Understanding Diff view in Bitbucket Server
The following information is applicable only to versions of Bitbucket prior to 7.0, as major changes to pull request diffs were included as part of that version.
Please see the full release notes for Bitbucket 7.0 here for further details on these changes.
Purpose
When creating a Pull Request, the Diff view in Bitbucket Server compares the changes between branches with the ultimate goal of providing an overview of which changes will be merged when a merge is performed.
In other words, the git diff starts at the common ancestor.
This also applies to the following use cases:
- Comparing branches
- Comparing tags
This is achieved by running the Git merge-base command.
Solution
Let's check the behavior with a step-by-step example.
In this example there are three branches involved:
- target_branch
- source_branch_A
- source_branch_B
Step #1 - Create the branches
These three branches are created in the following order:
- target_branch
- source_branch_A
- source_branch_B
The following commands have been used for the creation of these branches:
# Define the source branch for the checkout
git checkout master
# target_branch: a branch with master as source
git checkout -b target_branch
git push origin target_branch
# source_branch_A: a branch with target_branch as source
git checkout -b source_branch_A
git push origin source_branch_A
# source_branch_B: a branch with target_branch as source
git checkout target_branch # To reset the source branch to target_branch
git checkout -b source_branch_B
git push origin source_branch_B
The git log command returns the following
git log --oneline --abbrev-commit --all --graph --decorate
* bfa489b (HEAD -> source_branch_B, origin/master, origin/HEAD, target_branch, source_branch_A, master) final
The branches will be presented as follows in the Bitbucket Server Commits page:
Step #2 - Change the target_branch
Apply a change to the target branch, commit it and push the change to the remote repository.
git checkout target_branch
# change the file
git add file1.txt
git commit -m "change on target_branch"
git push origin target_branch
When checking the Diffs tab in a pull request, no changes are shown between the two branches.
The screenshot shows source_branch_B
but source_branch_A
will present the same behaviour.
This is the same, empty, result of the following Git command:
git diff $(git merge-base source_branch_B target_branch) source_branch_B
Note that when comparing the two branches with 2 . instead of one, the change applied to the target_branch is shown:
git diff source_branch_B..target_branchdiff --git a/file1.txt b/file1.txt
index 6168ae0..f99b4b2 100644
--- a/file1.txt
+++ b/file1.txt
@@ -1,3 +1,6 @@
+A change on the target_branch
Step #3 - Change the source_branch_A
Apply a change to the source_branch_A branch, commit it, and push the change to the remote repository.
git checkout source_branch_A
# change the file
git add file1.txt
git commit -m "change on source_branch_A"
git push origin source_branch_A
When checking the Diffs tab in a pull request, the changes applied to the source_branch_A
are shown.
This is the same result of the following Git command:
git diff $(git merge-base source_branch_A target_branch) source_branch_A
diff --git a/file1.txt b/file1.txt
index 6168ae0..43bb5b6 100644
--- a/file1.txt
+++ b/file1.txt
@@ -25,3 +25,5 @@ master2
+
+A change on source_branch_A
FAQ
Q: Does this apply only to a branch comparison or a diff in a pull request?
A: No, this also applies to a tag comparison. The following example shows that no Diff are displayed, even if a new change has been pushed to the target branch (as in Step #2 above):
Q: If I change the order of the compare and I see a difference, is it wrong?
A: No, that's expected and it depends on the Git changes applied.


_WHAT YOU ARE ASKED TO DO_
Copy every line of the records below that holds the word "bullet".

_TASK INPUTS_
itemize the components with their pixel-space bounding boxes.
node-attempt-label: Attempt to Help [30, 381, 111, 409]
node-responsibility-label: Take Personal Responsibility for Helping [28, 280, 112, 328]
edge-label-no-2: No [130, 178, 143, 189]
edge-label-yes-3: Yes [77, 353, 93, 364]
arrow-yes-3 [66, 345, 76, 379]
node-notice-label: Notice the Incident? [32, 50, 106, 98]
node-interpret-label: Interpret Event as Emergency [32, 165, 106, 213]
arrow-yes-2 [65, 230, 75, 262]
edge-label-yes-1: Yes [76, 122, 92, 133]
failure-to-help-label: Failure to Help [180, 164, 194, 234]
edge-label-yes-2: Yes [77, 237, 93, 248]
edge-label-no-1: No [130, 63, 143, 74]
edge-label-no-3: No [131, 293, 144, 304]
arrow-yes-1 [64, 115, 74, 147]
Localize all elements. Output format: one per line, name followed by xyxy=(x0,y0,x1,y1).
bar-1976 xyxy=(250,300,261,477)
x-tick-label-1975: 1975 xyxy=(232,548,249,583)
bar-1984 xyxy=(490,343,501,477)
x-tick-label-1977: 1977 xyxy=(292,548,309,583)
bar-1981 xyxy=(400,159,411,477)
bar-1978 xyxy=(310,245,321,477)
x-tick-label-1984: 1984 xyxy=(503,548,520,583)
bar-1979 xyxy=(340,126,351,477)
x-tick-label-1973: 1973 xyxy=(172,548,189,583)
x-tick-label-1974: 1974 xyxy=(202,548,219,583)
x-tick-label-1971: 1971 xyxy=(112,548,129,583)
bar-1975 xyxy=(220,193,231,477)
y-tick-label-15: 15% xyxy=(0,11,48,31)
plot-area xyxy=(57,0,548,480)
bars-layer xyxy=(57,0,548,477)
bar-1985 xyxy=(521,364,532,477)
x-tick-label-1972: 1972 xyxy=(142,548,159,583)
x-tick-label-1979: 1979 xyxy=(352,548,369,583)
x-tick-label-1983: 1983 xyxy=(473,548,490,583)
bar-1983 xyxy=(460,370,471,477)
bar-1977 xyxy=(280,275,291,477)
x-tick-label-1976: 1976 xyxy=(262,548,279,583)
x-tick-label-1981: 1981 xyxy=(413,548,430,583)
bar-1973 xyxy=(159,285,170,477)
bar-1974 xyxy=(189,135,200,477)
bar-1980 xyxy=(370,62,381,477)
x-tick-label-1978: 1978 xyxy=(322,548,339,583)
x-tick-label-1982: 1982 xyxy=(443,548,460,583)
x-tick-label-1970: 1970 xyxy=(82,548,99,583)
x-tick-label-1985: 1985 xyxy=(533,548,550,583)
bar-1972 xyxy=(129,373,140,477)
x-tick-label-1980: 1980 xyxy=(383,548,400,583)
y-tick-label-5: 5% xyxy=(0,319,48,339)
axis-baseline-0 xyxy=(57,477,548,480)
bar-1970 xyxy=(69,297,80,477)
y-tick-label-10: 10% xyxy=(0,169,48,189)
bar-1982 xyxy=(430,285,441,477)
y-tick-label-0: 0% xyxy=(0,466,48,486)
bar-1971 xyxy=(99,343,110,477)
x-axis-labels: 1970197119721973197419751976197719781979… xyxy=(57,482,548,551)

...

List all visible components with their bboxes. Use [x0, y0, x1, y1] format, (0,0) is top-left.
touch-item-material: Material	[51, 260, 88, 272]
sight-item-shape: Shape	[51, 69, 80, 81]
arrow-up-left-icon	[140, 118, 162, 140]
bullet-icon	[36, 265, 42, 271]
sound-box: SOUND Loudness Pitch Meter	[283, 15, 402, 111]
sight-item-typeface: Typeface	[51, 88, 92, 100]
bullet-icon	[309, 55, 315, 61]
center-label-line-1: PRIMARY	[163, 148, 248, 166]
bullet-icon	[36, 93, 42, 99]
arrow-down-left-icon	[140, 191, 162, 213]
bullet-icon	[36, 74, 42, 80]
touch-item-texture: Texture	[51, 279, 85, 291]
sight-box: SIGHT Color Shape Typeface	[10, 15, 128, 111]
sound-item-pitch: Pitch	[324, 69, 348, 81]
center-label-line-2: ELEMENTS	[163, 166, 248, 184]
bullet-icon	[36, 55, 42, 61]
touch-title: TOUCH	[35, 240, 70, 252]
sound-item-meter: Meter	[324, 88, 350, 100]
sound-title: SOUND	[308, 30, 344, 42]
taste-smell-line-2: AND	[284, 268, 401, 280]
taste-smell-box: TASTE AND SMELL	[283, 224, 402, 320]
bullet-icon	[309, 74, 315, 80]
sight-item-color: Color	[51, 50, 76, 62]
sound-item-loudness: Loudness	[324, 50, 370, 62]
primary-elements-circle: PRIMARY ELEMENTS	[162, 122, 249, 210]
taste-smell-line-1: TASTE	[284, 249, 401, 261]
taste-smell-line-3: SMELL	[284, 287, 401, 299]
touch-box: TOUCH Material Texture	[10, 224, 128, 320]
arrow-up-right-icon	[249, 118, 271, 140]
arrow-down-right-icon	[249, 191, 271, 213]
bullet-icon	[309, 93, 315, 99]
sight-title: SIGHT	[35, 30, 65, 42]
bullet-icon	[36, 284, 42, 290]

_ANSWER TO THE EXERCISE_
bullet-icon	[36, 265, 42, 271]
bullet-icon	[309, 55, 315, 61]
bullet-icon	[36, 93, 42, 99]
bullet-icon	[36, 74, 42, 80]
bullet-icon	[36, 55, 42, 61]
bullet-icon	[309, 74, 315, 80]
bullet-icon	[309, 93, 315, 99]
bullet-icon	[36, 284, 42, 290]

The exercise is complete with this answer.